A vital part of creating convincing and show-stopping 3D art is nailing the texturing. Hard surface 3D models are nice to texture as they can come with a large variety of materials and some used/weathered effects on them, which let you imagine the functionality and story of the object. In order to get a smooth texturing workflow you have to take several things into account.
The first thing is to prepare your UVs for baking. This way you’ll be sure to get accurate results by reproducing all the details from your high-poly mesh on your low-poly version.
Define your smoothing groups according to your UV seams in order to avoid issues; visible lines in the Normal map for example, created by hard edges/smoothing groups transitions in the mesh.
In order to get a smooth texturing workflow you have to take several things into account
If you have identical parts with overlap in your UV, do an offset (of one unit) on the duplicated ones to bypass them during the baking. This way you’ll preserve the optimisation and get a correct result during the baking process.
In Substance Designer/Painter use the Match by Name option for the baking. This will use the meshes’ names to give a perfect correspondence between your low and high poly. It’s always useful whether it is a character or a weapon you are doing.
Use mesh information through baked maps. For example ID maps quickly create masks for the different parts; use it as an additional map in a Substance Painter project, or as a source for a Multi-Material Blend node in Substance Designer. Use Ambient Occlusion to localise some dirt in the concave areas of the mesh. You can damage exposed areas (borders) by using Curvature to create some paint peeling, cracks and scratches.
Add life in your textures by creating small scratches and relief imperfections. Don’t forget to always be coherent with the material type (its real-life properties). Adapt it. For example, if you add dirt to the part/context, you’ll not add the same type if it’s a fuel tank, a weapon barrel, or a part subject to frictions.
It can be really subtle; the amount and intensity can vary with the style, but when possible it will make the result more believable.
Four steps to a textured hard surface model
01. Bake different maps
By baking different maps, you’re able to get information for your mesh without having to paint/create them from scratch in the textures. In Substance Designer use filters from the Mesh Adaptive category of the Library and fill with baked information. In Substance Painter, add a generator on your layer mask by right-clicking on it. This will automatically use your document’s additional maps to parametrise the effect.
02. Add diversity to your model
Add some contrast/diversity – it doesn’t necessarily mean you have to use different colours, it can be variations in your materials. Alternating with plastic/metal/painted metal/glass parts will make each material (and your model) more appealing. Even for similar materials, if two parts use plastic, they can also be different if the parts haven’t got the same purpose.
03. Make materials believable
Use the Grunge maps in Substance Designer or Substance Painter in order to quickly create interesting variations on the material’s reflection. By adding some higher roughness values you are able to quickly achieve more believable materials by adding some life to them. They can then also help you to get colour variations.
04. Create your own tools
Use Substance Painter tools to quickly paint details like bolts on all the channels at the same time (Albedo, Normal). By creating your own tools with custom alphas, you can quickly add nice details. By doing them directly in textures, you’ll not have to paint over your baked normal and will be sure to get something perfectly coherent without having to paint several times the same element on different maps.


> [Instructions to follow]:
With the pictures set aside, write out all of the data exactly as it stands.

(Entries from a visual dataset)
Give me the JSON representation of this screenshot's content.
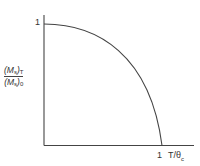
{
  "chart_data": {
    "type": "line",
    "title": "",
    "xlabel": "T/θc",
    "ylabel": "(Ms)T / (Ms)0",
    "ylabel_parts": {
      "numerator_main": "(M",
      "numerator_sub": "s",
      "numerator_close": ")",
      "numerator_subscript": "T",
      "denominator_main": "(M",
      "denominator_sub": "s",
      "denominator_close": ")",
      "denominator_subscript": "0"
    },
    "x_ticks": [
      {
        "value": 1,
        "label": "1"
      }
    ],
    "y_ticks": [
      {
        "value": 1,
        "label": "1"
      }
    ],
    "xlim": [
      0,
      1.25
    ],
    "ylim": [
      0,
      1.15
    ],
    "grid": false,
    "legend": null,
    "series": [
      {
        "name": "Spontaneous magnetization",
        "x": [
          0.0,
          0.1,
          0.2,
          0.3,
          0.4,
          0.5,
          0.6,
          0.7,
          0.8,
          0.9,
          0.95,
          1.0
        ],
        "y": [
          1.0,
          0.995,
          0.98,
          0.955,
          0.92,
          0.87,
          0.8,
          0.71,
          0.59,
          0.42,
          0.3,
          0.0
        ]
      }
    ]
  },
  "labels": {
    "y_tick_1": "1",
    "x_tick_1": "1",
    "x_axis_label": "T/θ",
    "x_axis_label_sub": "c"
  }
}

> [Answer for this exercise]:
Give me the JSON representation of this screenshot's content.
{
  "chart_data": {
    "type": "line",
    "title": "",
    "xlabel": "T/θc",
    "ylabel": "(Ms)T / (Ms)0",
    "ylabel_parts": {
      "numerator_main": "(M",
      "numerator_sub": "s",
      "numerator_close": ")",
      "numerator_subscript": "T",
      "denominator_main": "(M",
      "denominator_sub": "s",
      "denominator_close": ")",
      "denominator_subscript": "0"
    },
    "x_ticks": [
      {
        "value": 1,
        "label": "1"
      }
    ],
    "y_ticks": [
      {
        "value": 1,
        "label": "1"
      }
    ],
    "xlim": [
      0,
      1.25
    ],
    "ylim": [
      0,
      1.15
    ],
    "grid": false,
    "legend": null,
    "series": [
      {
        "name": "Spontaneous magnetization",
        "x": [
          0.0,
          0.1,
          0.2,
          0.3,
          0.4,
          0.5,
          0.6,
          0.7,
          0.8,
          0.9,
          0.95,
          1.0
        ],
        "y": [
          1.0,
          0.995,
          0.98,
          0.955,
          0.92,
          0.87,
          0.8,
          0.71,
          0.59,
          0.42,
          0.3,
          0.0
        ]
      }
    ]
  },
  "labels": {
    "y_tick_1": "1",
    "x_tick_1": "1",
    "x_axis_label": "T/θ",
    "x_axis_label_sub": "c"
  }
}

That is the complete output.